Financial analyst Clive P. Maund asserts that we are now witnessing a “full on market crash” and that the Dow could see drops of up to a thousand points on a daily basis.

The Dow Jones lost 6% last week, tumbling more than 1,000 points, the worst fall since 2008, but according to technical analyst Maund, that is only the beginning. With fringe investors only just realizing the delusion of establishment financial media claims that the collapse was just a temporary “correction,” the rush to the exit will now become a stampede.

“When a market tips into a crash on a Friday, what typically happens is that the thousands or even millions of investors who believed the mainstream media and didn’t see it coming spend the weekend “stewing” over their investments – and many of them decide to bail out come Monday,” writes Maund.

“Thus we may see a massive down day tomorrow, possibly the worst of the crash phase, and it would not be that surprising to see the Dow Jones Industrials drop by 800 – 1000 points in one day, perhaps even more. Remember that the Dow Jones Industrials “only” dropped 3% on Friday, which is no big deal by the standards of past crashes,” he adds.

Maund predicts several days of high volume selling, noting that the market is currently in “full blown panic mode,” before a more measured decline confirms the emergence of a bear market downtrend. A self-perpetuating “Mexican wave” of losses will continue to spread globally for a few days, writes Maund.

Meanwhile, this morning’s continued collapse in Asia has sent the “fear index,” which monitors volatility in S & P stocks, exploding to its highest level since 2011.

Business Insider’s Henry Blodget says that stocks need to “drop of 40%-50% from the recent high” merely to “get back to historically average levels of valuation and performance.”

Even as investors resort to panic selling, some sectors of the establishment financial media are still clinging on to the delusion that we’re in a bull market.

CNBC is encouraging people to pour more money into the stock market, claiming that the collapse is merely a “dull year,” while Bloomberg is calling it a mere “correction”.

When this kind of blind faith begins to take hold, you know the bottom is about to drop out.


| What you should do |
Look through the entries below and count the lines that contain "ylabel". Reply with that number only.

| Dataset content |
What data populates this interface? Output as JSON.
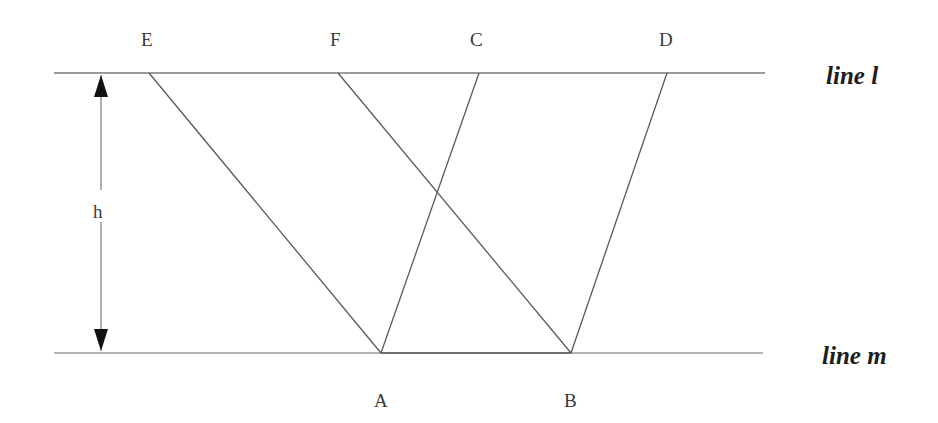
{
  "figure": {
    "type": "geometry-diagram",
    "background_color": "#ffffff",
    "stroke_color": "#5a5a5a",
    "label_color": "#3a3a3a",
    "line_name_color": "#1d1d1d"
  },
  "parallel_lines": [
    {
      "id": "line-l",
      "label": "line l",
      "y": 73,
      "x_start": 54,
      "x_end": 765,
      "label_x": 826,
      "label_y": 62
    },
    {
      "id": "line-m",
      "label": "line m",
      "y": 353,
      "x_start": 54,
      "x_end": 763,
      "label_x": 822,
      "label_y": 342
    }
  ],
  "points": [
    {
      "id": "E",
      "label": "E",
      "x": 149,
      "y": 73,
      "label_x": 141,
      "label_y": 29,
      "on": "line l"
    },
    {
      "id": "F",
      "label": "F",
      "x": 338,
      "y": 73,
      "label_x": 330,
      "label_y": 29,
      "on": "line l"
    },
    {
      "id": "C",
      "label": "C",
      "x": 479,
      "y": 73,
      "label_x": 470,
      "label_y": 29,
      "on": "line l"
    },
    {
      "id": "D",
      "label": "D",
      "x": 667,
      "y": 73,
      "label_x": 659,
      "label_y": 29,
      "on": "line l"
    },
    {
      "id": "A",
      "label": "A",
      "x": 381,
      "y": 353,
      "label_x": 374,
      "label_y": 390,
      "on": "line m"
    },
    {
      "id": "B",
      "label": "B",
      "x": 571,
      "y": 353,
      "label_x": 564,
      "label_y": 390,
      "on": "line m"
    }
  ],
  "segments": [
    {
      "id": "seg-EA",
      "from": "E",
      "to": "A",
      "x1": 149,
      "y1": 73,
      "x2": 381,
      "y2": 353
    },
    {
      "id": "seg-FB",
      "from": "F",
      "to": "B",
      "x1": 338,
      "y1": 73,
      "x2": 571,
      "y2": 353
    },
    {
      "id": "seg-CA",
      "from": "C",
      "to": "A",
      "x1": 479,
      "y1": 73,
      "x2": 381,
      "y2": 353
    },
    {
      "id": "seg-DB",
      "from": "D",
      "to": "B",
      "x1": 667,
      "y1": 73,
      "x2": 571,
      "y2": 353
    },
    {
      "id": "seg-AB",
      "from": "A",
      "to": "B",
      "x1": 381,
      "y1": 353,
      "x2": 571,
      "y2": 353
    }
  ],
  "intersection": {
    "id": "cross-FB-CA",
    "x": 438,
    "y": 199
  },
  "height_measure": {
    "label": "h",
    "label_x": 93,
    "label_y": 201,
    "axis_x": 101,
    "top_y": 75,
    "bottom_y": 351,
    "gap_top": 190,
    "gap_bottom": 222,
    "arrow_half_width": 7,
    "arrow_length": 22
  }
}
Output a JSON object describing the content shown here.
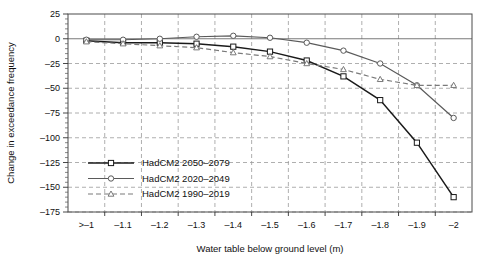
{
  "chart_data": {
    "type": "line",
    "title": "",
    "xlabel": "Water table below ground level (m)",
    "ylabel": "Change in exceedance frequency",
    "categories": [
      ">–1",
      "–1.1",
      "–1.2",
      "–1.3",
      "–1.4",
      "–1.5",
      "–1.6",
      "–1.7",
      "–1.8",
      "–1.9",
      "–2"
    ],
    "ylim": [
      -175,
      25
    ],
    "yticks": [
      25,
      0,
      -25,
      -50,
      -75,
      -100,
      -125,
      -150,
      -175
    ],
    "ytick_labels": [
      "25",
      "0",
      "–25",
      "–50",
      "–75",
      "–100",
      "–125",
      "–150",
      "–175"
    ],
    "grid": true,
    "legend_position": "lower-left-inside",
    "series": [
      {
        "name": "HadCM2 2050–2079",
        "values": [
          -2,
          -4,
          -4,
          -5,
          -8,
          -13,
          -22,
          -38,
          -62,
          -105,
          -160
        ],
        "color": "#1a1a1a",
        "marker": "square",
        "dash": "none"
      },
      {
        "name": "HadCM2 2020–2049",
        "values": [
          -1,
          -1,
          0,
          2,
          3,
          1,
          -4,
          -12,
          -25,
          -47,
          -80
        ],
        "color": "#5a5a5a",
        "marker": "circle",
        "dash": "none"
      },
      {
        "name": "HadCM2 1990–2019",
        "values": [
          -3,
          -5,
          -7,
          -9,
          -14,
          -18,
          -25,
          -31,
          -41,
          -47,
          -47
        ],
        "color": "#7a7a7a",
        "marker": "triangle",
        "dash": "dashed"
      }
    ]
  },
  "legend": {
    "items": [
      {
        "label": "HadCM2 2050–2079"
      },
      {
        "label": "HadCM2 2020–2049"
      },
      {
        "label": "HadCM2 1990–2019"
      }
    ]
  },
  "colors": {
    "series_1": "#1a1a1a",
    "series_2": "#5a5a5a",
    "series_3": "#7a7a7a",
    "grid": "#9a9a9a",
    "frame": "#4a4a4a",
    "background": "#ffffff"
  }
}
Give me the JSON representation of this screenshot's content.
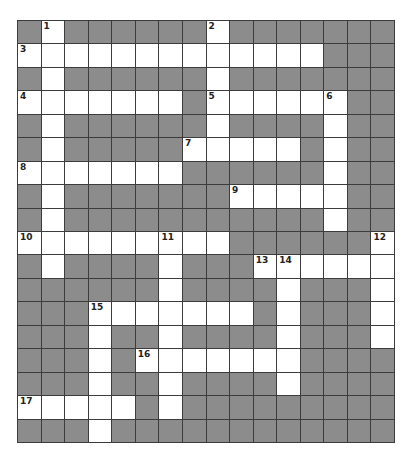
{
  "puzzle": {
    "rows": 18,
    "cols": 16,
    "colors": {
      "block": "#8c8c8c",
      "open": "#ffffff",
      "grid_line": "#3c3c3c"
    },
    "open_cells": [
      [
        0,
        1
      ],
      [
        0,
        8
      ],
      [
        1,
        0
      ],
      [
        1,
        1
      ],
      [
        1,
        2
      ],
      [
        1,
        3
      ],
      [
        1,
        4
      ],
      [
        1,
        5
      ],
      [
        1,
        6
      ],
      [
        1,
        7
      ],
      [
        1,
        8
      ],
      [
        1,
        9
      ],
      [
        1,
        10
      ],
      [
        1,
        11
      ],
      [
        1,
        12
      ],
      [
        2,
        1
      ],
      [
        2,
        8
      ],
      [
        3,
        0
      ],
      [
        3,
        1
      ],
      [
        3,
        2
      ],
      [
        3,
        3
      ],
      [
        3,
        4
      ],
      [
        3,
        5
      ],
      [
        3,
        6
      ],
      [
        3,
        8
      ],
      [
        3,
        9
      ],
      [
        3,
        10
      ],
      [
        3,
        11
      ],
      [
        3,
        12
      ],
      [
        3,
        13
      ],
      [
        4,
        1
      ],
      [
        4,
        8
      ],
      [
        4,
        13
      ],
      [
        5,
        1
      ],
      [
        5,
        7
      ],
      [
        5,
        8
      ],
      [
        5,
        9
      ],
      [
        5,
        10
      ],
      [
        5,
        11
      ],
      [
        5,
        13
      ],
      [
        6,
        0
      ],
      [
        6,
        1
      ],
      [
        6,
        2
      ],
      [
        6,
        3
      ],
      [
        6,
        4
      ],
      [
        6,
        5
      ],
      [
        6,
        6
      ],
      [
        6,
        13
      ],
      [
        7,
        1
      ],
      [
        7,
        9
      ],
      [
        7,
        10
      ],
      [
        7,
        11
      ],
      [
        7,
        12
      ],
      [
        7,
        13
      ],
      [
        8,
        1
      ],
      [
        8,
        13
      ],
      [
        9,
        0
      ],
      [
        9,
        1
      ],
      [
        9,
        2
      ],
      [
        9,
        3
      ],
      [
        9,
        4
      ],
      [
        9,
        5
      ],
      [
        9,
        6
      ],
      [
        9,
        7
      ],
      [
        9,
        8
      ],
      [
        9,
        15
      ],
      [
        10,
        1
      ],
      [
        10,
        6
      ],
      [
        10,
        10
      ],
      [
        10,
        11
      ],
      [
        10,
        12
      ],
      [
        10,
        13
      ],
      [
        10,
        14
      ],
      [
        10,
        15
      ],
      [
        11,
        6
      ],
      [
        11,
        11
      ],
      [
        11,
        15
      ],
      [
        12,
        3
      ],
      [
        12,
        4
      ],
      [
        12,
        5
      ],
      [
        12,
        6
      ],
      [
        12,
        7
      ],
      [
        12,
        8
      ],
      [
        12,
        9
      ],
      [
        12,
        11
      ],
      [
        12,
        15
      ],
      [
        13,
        3
      ],
      [
        13,
        6
      ],
      [
        13,
        11
      ],
      [
        13,
        15
      ],
      [
        14,
        3
      ],
      [
        14,
        5
      ],
      [
        14,
        6
      ],
      [
        14,
        7
      ],
      [
        14,
        8
      ],
      [
        14,
        9
      ],
      [
        14,
        10
      ],
      [
        14,
        11
      ],
      [
        15,
        3
      ],
      [
        15,
        6
      ],
      [
        15,
        11
      ],
      [
        16,
        0
      ],
      [
        16,
        1
      ],
      [
        16,
        2
      ],
      [
        16,
        3
      ],
      [
        16,
        4
      ],
      [
        16,
        6
      ],
      [
        17,
        3
      ]
    ],
    "clue_numbers": [
      {
        "row": 0,
        "col": 1,
        "label": "1"
      },
      {
        "row": 0,
        "col": 8,
        "label": "2"
      },
      {
        "row": 1,
        "col": 0,
        "label": "3"
      },
      {
        "row": 3,
        "col": 0,
        "label": "4"
      },
      {
        "row": 3,
        "col": 8,
        "label": "5"
      },
      {
        "row": 3,
        "col": 13,
        "label": "6"
      },
      {
        "row": 5,
        "col": 7,
        "label": "7"
      },
      {
        "row": 6,
        "col": 0,
        "label": "8"
      },
      {
        "row": 7,
        "col": 9,
        "label": "9"
      },
      {
        "row": 9,
        "col": 0,
        "label": "10"
      },
      {
        "row": 9,
        "col": 6,
        "label": "11"
      },
      {
        "row": 9,
        "col": 15,
        "label": "12"
      },
      {
        "row": 10,
        "col": 10,
        "label": "13"
      },
      {
        "row": 10,
        "col": 11,
        "label": "14"
      },
      {
        "row": 12,
        "col": 3,
        "label": "15"
      },
      {
        "row": 14,
        "col": 5,
        "label": "16"
      },
      {
        "row": 16,
        "col": 0,
        "label": "17"
      }
    ]
  }
}
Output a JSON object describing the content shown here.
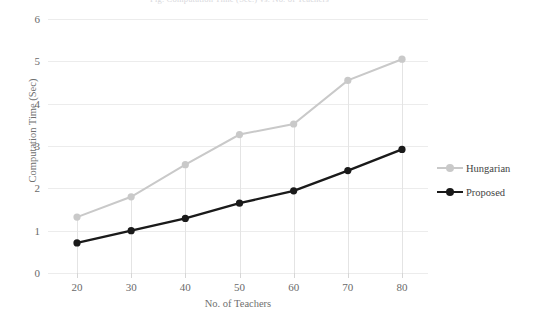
{
  "top_caption": "Fig. Computation Time (Sec.) vs. No. of Teachers",
  "chart_data": {
    "type": "line",
    "title": "",
    "xlabel": "No. of Teachers",
    "ylabel": "Computation Time (Sec)",
    "categories": [
      20,
      30,
      40,
      50,
      60,
      70,
      80
    ],
    "xtick_labels": [
      "20",
      "30",
      "40",
      "50",
      "60",
      "70",
      "80"
    ],
    "ytick_labels": [
      "0",
      "1",
      "2",
      "3",
      "4",
      "5",
      "6"
    ],
    "yticks": [
      0,
      1,
      2,
      3,
      4,
      5,
      6
    ],
    "ylim": [
      0,
      6
    ],
    "xlim": [
      20,
      80
    ],
    "grid": "horizontal",
    "legend_position": "right",
    "series": [
      {
        "name": "Hungarian",
        "color": "#c9c9c9",
        "marker": "circle",
        "values": [
          1.32,
          1.8,
          2.56,
          3.27,
          3.52,
          4.55,
          5.05
        ]
      },
      {
        "name": "Proposed",
        "color": "#1a1a1a",
        "marker": "circle",
        "values": [
          0.71,
          1.0,
          1.29,
          1.65,
          1.94,
          2.42,
          2.92
        ]
      }
    ]
  },
  "colors": {
    "hungarian": "#c9c9c9",
    "proposed": "#1a1a1a",
    "grid": "#ececec",
    "axis_text": "#6a6a6a"
  }
}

| Response to the task |
2